Now the nights are ticking with katydids. We have several species in the city: check out the results of the 2009 Cricket Crawl, which listened for crickets and katydids (along with grasshoppers, these insects are all in the Orthoptera order). The clicks, tzips, and “ka-ty-did she did she didn’t” of the night will last into September. This katydid was a late visitor to the Back 40 one October. I think it’s the Fork-tailed katydid, Scudderia furcata.
Crickets and katydids make noise — stridulation — by rubbing a ridge-like scraper on the base of the right forewing against a file — a set of tiny pegs — at the base of the left forewing. A smooth membrane on the wings amplifies the sound. They do it for the usual reasons: marking territory and telling others of their kind where they are: “Mate with me, mate with me, mate with me.”
7 Responses to “Katydids”
- 1 Trackback on October 19, 2012 at 6:16 pm
- 2 Trackback on September 4, 2014 at 7:01 am
- 3 Trackback on August 7, 2015 at 7:02 am
i just read about how the Spotted Katydid in Australia are versatile killer mimics. They make the call of the female cicada, luring males cicadas to their deaths.
“The spotted katydids are even more amazing in that they can mimic the female calls of many different species of cicadas. Katydids were able to fool male cicadas of twenty-two out of twenty-six different species tested!”
http://indianapublicmedia.org/amomentofscience/siren-song-spotted-katydid/
So many strategies in this world, and so little time!
I live in matamoras PA it’s October 24th 2016 and I had a katydid on my windshield for over 20 miles! He hung on!!! Felt terrible and couldn’t knock him off with my wipers! It’s 50° here….I thought these were summer bugs??! Is he going to die
Some insects will last quite a while into the fall as long as it’s not too cold, for instance the crickets, grasshoppers, and katydids. 50 sounds cold to me, though. Might just be an unusually late one. And as to the dying part, I think so. Most insect adults last just a season, although some overwinter as adults (as opposed to larval or egg stages the more typical way insects species survive year after year).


§ **What is needed**
Report each line from the listing that the string "order" appears in.

○ ○ ○ ○ ○ ○ ○

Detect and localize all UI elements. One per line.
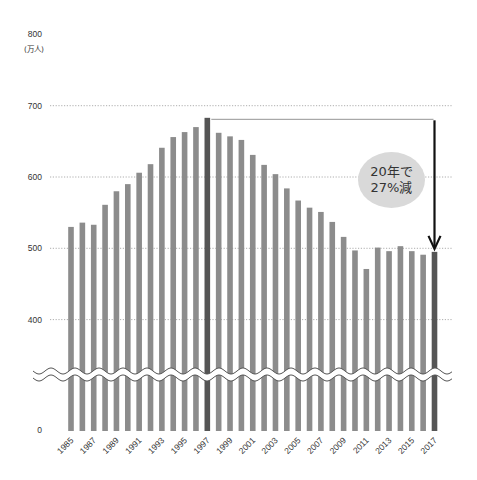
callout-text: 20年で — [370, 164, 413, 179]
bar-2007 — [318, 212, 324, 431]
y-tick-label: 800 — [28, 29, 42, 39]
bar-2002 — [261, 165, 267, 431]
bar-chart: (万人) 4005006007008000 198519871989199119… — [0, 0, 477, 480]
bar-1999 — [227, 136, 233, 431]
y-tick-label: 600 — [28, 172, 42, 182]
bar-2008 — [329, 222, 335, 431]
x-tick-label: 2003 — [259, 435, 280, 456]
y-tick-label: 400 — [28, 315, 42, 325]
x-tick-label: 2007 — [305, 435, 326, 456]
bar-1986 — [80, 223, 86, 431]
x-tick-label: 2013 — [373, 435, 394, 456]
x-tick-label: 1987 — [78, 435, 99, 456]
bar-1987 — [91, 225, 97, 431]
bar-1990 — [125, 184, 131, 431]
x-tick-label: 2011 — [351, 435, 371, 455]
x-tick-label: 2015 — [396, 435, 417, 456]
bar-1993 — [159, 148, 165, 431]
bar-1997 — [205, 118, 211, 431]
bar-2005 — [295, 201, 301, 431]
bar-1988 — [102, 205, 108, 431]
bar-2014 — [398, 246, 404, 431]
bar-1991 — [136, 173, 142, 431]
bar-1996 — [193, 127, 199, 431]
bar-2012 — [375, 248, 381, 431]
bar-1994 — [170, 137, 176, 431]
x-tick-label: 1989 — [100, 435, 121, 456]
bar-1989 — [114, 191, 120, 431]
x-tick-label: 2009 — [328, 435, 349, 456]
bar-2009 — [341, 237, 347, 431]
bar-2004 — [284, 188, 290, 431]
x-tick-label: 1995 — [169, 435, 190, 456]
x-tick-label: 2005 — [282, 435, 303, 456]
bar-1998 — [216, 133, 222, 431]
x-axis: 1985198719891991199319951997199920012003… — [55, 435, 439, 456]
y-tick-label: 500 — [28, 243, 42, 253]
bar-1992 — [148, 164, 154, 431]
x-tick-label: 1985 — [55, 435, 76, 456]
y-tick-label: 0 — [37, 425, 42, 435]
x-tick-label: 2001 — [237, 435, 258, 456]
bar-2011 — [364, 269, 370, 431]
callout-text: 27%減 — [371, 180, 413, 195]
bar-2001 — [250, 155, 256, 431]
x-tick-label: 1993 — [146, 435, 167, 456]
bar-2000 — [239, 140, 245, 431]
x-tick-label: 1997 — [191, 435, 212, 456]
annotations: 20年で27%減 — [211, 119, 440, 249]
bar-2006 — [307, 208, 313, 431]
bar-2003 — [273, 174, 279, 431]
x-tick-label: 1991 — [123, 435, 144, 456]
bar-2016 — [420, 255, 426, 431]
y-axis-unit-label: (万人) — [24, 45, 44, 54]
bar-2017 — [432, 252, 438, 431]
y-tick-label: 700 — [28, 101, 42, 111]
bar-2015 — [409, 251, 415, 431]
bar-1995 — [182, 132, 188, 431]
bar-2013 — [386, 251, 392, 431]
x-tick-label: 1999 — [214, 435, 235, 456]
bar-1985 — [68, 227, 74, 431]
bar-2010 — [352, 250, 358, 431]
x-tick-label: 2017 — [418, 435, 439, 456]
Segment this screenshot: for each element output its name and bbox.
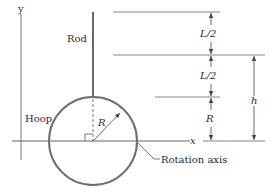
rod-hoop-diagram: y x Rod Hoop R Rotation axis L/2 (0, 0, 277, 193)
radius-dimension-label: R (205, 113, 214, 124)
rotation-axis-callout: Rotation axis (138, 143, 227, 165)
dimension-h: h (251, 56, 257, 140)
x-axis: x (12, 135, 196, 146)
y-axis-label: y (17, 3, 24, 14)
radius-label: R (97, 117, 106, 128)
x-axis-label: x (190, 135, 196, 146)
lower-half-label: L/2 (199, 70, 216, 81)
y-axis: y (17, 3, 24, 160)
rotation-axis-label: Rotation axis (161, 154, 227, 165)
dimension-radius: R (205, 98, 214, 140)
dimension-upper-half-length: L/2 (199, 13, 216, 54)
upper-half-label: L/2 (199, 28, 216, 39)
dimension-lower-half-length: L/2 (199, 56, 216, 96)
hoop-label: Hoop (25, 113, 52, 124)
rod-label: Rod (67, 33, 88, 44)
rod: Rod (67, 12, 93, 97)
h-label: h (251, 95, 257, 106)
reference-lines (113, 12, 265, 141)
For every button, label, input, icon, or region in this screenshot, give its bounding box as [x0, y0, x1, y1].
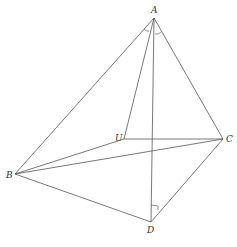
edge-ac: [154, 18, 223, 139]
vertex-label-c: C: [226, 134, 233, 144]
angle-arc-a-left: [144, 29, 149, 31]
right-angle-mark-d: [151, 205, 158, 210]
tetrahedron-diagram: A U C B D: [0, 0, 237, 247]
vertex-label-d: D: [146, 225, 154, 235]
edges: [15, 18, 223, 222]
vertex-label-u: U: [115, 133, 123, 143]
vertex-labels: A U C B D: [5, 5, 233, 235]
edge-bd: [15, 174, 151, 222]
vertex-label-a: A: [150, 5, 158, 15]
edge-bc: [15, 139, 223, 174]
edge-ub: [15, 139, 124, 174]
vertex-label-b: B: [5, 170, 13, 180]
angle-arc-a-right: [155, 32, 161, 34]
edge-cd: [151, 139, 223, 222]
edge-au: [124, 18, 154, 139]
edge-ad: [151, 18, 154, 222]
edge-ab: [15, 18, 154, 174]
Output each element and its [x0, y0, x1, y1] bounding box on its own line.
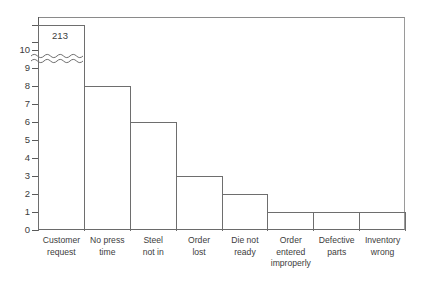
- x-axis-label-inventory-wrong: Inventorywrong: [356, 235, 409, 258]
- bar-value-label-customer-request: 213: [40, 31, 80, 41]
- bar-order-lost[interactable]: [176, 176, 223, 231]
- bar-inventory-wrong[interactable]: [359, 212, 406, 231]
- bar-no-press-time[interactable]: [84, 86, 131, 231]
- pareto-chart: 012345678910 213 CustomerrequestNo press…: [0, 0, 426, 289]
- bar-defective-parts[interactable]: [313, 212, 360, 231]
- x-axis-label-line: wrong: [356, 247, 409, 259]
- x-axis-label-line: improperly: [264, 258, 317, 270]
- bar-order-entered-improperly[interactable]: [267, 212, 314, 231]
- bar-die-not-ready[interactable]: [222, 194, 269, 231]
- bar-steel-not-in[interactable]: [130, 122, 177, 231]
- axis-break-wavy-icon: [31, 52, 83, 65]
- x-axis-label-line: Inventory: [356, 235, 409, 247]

○ ○ ○ ○ ○ ○ ○

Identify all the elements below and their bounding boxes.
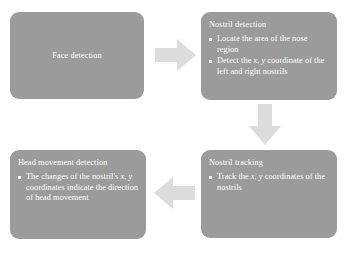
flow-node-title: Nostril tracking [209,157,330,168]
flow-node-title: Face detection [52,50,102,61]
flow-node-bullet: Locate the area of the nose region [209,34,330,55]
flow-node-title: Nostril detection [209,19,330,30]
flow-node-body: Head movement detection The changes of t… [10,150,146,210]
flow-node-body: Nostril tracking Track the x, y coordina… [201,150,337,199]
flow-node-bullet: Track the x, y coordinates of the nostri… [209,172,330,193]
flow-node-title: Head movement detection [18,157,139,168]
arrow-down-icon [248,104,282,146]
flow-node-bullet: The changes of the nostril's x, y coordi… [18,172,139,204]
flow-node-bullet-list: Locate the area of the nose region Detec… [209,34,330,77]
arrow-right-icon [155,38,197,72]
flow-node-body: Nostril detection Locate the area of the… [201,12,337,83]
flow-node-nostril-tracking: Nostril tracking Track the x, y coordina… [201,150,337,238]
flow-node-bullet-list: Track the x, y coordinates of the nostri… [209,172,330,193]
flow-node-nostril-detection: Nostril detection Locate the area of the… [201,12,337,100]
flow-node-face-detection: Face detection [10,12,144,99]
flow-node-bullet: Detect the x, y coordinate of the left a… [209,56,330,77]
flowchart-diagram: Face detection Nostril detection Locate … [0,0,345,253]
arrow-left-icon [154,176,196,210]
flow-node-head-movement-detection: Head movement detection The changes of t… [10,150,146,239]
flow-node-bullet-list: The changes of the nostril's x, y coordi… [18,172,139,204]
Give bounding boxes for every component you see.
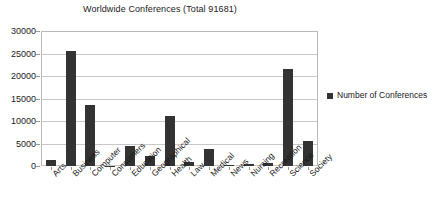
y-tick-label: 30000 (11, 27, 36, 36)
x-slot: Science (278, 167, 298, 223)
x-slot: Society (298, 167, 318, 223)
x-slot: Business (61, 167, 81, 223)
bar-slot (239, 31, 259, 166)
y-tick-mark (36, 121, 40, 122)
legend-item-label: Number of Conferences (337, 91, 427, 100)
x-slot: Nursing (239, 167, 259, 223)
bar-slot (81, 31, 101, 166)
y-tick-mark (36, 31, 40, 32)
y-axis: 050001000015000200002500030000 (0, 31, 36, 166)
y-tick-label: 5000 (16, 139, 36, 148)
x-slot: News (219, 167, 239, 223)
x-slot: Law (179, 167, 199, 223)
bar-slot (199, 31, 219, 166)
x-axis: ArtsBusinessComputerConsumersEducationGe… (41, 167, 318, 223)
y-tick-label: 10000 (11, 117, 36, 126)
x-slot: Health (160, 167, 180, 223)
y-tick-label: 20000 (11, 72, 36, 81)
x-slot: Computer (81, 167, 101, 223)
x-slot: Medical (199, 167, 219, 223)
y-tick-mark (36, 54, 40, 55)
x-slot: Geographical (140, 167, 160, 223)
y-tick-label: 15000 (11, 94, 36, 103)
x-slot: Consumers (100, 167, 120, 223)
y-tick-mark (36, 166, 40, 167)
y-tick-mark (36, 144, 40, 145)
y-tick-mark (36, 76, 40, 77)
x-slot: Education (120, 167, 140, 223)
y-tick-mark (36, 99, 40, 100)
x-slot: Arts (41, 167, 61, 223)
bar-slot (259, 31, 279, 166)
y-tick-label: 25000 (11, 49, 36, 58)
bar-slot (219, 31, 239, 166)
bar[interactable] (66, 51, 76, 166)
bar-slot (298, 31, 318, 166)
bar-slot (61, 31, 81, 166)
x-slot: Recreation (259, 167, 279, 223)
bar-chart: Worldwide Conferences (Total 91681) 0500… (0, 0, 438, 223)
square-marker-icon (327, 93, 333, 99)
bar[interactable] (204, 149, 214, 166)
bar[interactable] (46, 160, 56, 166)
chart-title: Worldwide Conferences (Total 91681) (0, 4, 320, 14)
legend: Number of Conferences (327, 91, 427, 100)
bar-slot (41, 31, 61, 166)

○ ○ ○ ○ ○ ○ ○

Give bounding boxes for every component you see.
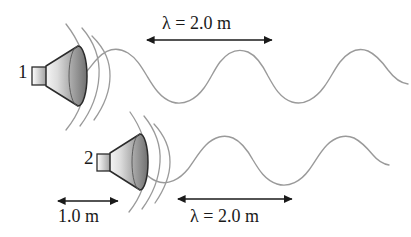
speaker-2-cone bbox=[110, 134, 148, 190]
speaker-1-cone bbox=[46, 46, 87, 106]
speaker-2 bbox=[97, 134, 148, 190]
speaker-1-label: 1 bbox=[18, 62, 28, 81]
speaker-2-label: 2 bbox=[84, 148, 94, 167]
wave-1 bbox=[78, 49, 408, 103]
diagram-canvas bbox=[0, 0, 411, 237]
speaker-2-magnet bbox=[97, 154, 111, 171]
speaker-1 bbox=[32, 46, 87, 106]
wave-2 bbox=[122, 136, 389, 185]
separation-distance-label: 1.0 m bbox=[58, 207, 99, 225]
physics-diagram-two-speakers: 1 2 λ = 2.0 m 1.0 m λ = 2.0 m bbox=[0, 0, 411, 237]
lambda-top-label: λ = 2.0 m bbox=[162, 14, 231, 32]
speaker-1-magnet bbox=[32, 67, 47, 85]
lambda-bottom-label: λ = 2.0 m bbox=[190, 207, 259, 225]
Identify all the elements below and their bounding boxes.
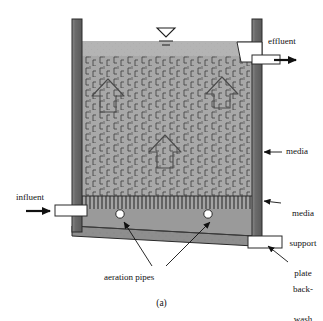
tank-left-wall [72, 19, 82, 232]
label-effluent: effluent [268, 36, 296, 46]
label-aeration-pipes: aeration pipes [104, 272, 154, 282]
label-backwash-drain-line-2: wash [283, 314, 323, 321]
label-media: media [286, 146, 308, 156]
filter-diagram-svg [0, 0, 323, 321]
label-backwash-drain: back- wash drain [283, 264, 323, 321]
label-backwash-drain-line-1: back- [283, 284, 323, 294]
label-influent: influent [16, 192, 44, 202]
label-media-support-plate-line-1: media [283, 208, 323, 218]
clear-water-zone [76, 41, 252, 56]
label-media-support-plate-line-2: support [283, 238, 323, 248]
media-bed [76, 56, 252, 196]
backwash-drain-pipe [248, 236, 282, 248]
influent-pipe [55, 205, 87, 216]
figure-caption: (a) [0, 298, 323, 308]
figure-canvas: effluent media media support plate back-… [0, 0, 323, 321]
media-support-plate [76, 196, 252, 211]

○ ○ ○ ○ ○ ○ ○

§ **Exercise answer**
- bar-order-lost[interactable]: [176, 176, 223, 231]
- bar-order-entered-improperly[interactable]: [267, 212, 314, 231]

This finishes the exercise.